When, therefore, it was announced two years ago[1] that the American astronomer, Hall, had discovered two satellites belonging to Mars, we ought not to be surprised at the astonishment with which the news was received by the scientific world. Moreover, there can be no question that for more than two centuries past astronomers have recognized the probability of the existence of satellites to this planet. In fact, analogy would lead us to expect that Mars would be furnished with one or more moons; for, being situated at a greater distance from the sun than the earth, it seems more especially to need such luminaries to cheer its dark nights. Under the influence of these anticipations, the astronomers, who have so carefully studied the physical features of Mars, have doubtless been looking for these satellites.
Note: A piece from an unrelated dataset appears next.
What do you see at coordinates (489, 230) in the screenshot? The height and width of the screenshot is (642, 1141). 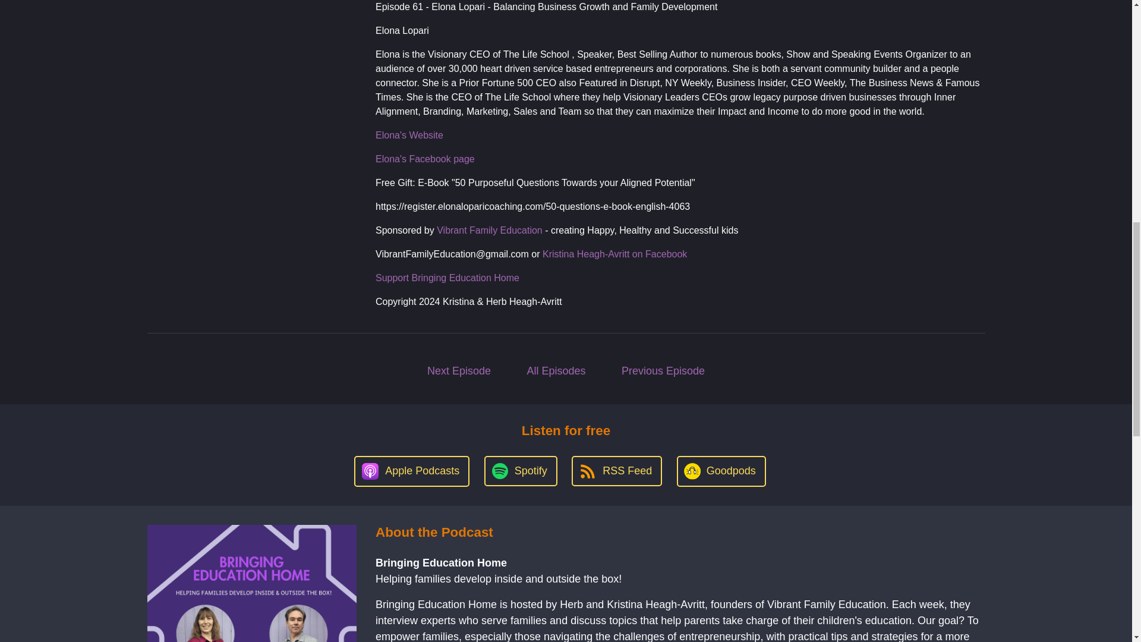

In fact, many of them have contended that the failure to discover them is not by any means a conclusive proof of their non-existence; since, Mars being a very small planet, we might expect his moons to be proportionally small, in which case they might escape detection by the telescope. Thus, for example, the second satellite of Jupiter is only about the forty-second part of the diameter of the planet; and a satellite which would only be the forty-second part of the diameter of Mars would be about one hundred miles in diameter. At the least distance of the earth from Mars a satellite of this dimension would subtend an angle of less than one half of a second; so that, even in the most favorable position of Mars, powerful telescopes might fail to reveal such an object, especially if it do not recede far from the disk of the planet.

Thus, Thomas Dick ("Celestial Scenery," American edition, p. 123, 1838) remarks in relation to this question: "If such a satellite exist, it is highly probable that it will revolve at the nearest possible distance from the planet, in order to afford it the greatest quantity of light; in which case it would never be seen beyond two minutes of a degree from the margin of the planet, and that only in certain favorable positions. If the plane of its orbit lay nearly in a line with our axis of vision, it would frequently be hidden either by the interposition of the body of Mars or by transiting its disk. It is therefore possible, and not at all improbable, that Mars may have a satellite, although it has not yet been discovered. It is no argument for the non-

  1. It was on the memorable night of the 11th of August, 1877, that Professor Asaph Hall, of the Naval Observatory at Washington, caught the first glimpse of these diminutive companions of Mars. The intervention of unfavorable weather kept him in a state of anxious suspense, and postponed, for a period of five days, the complete verification of his great discovery.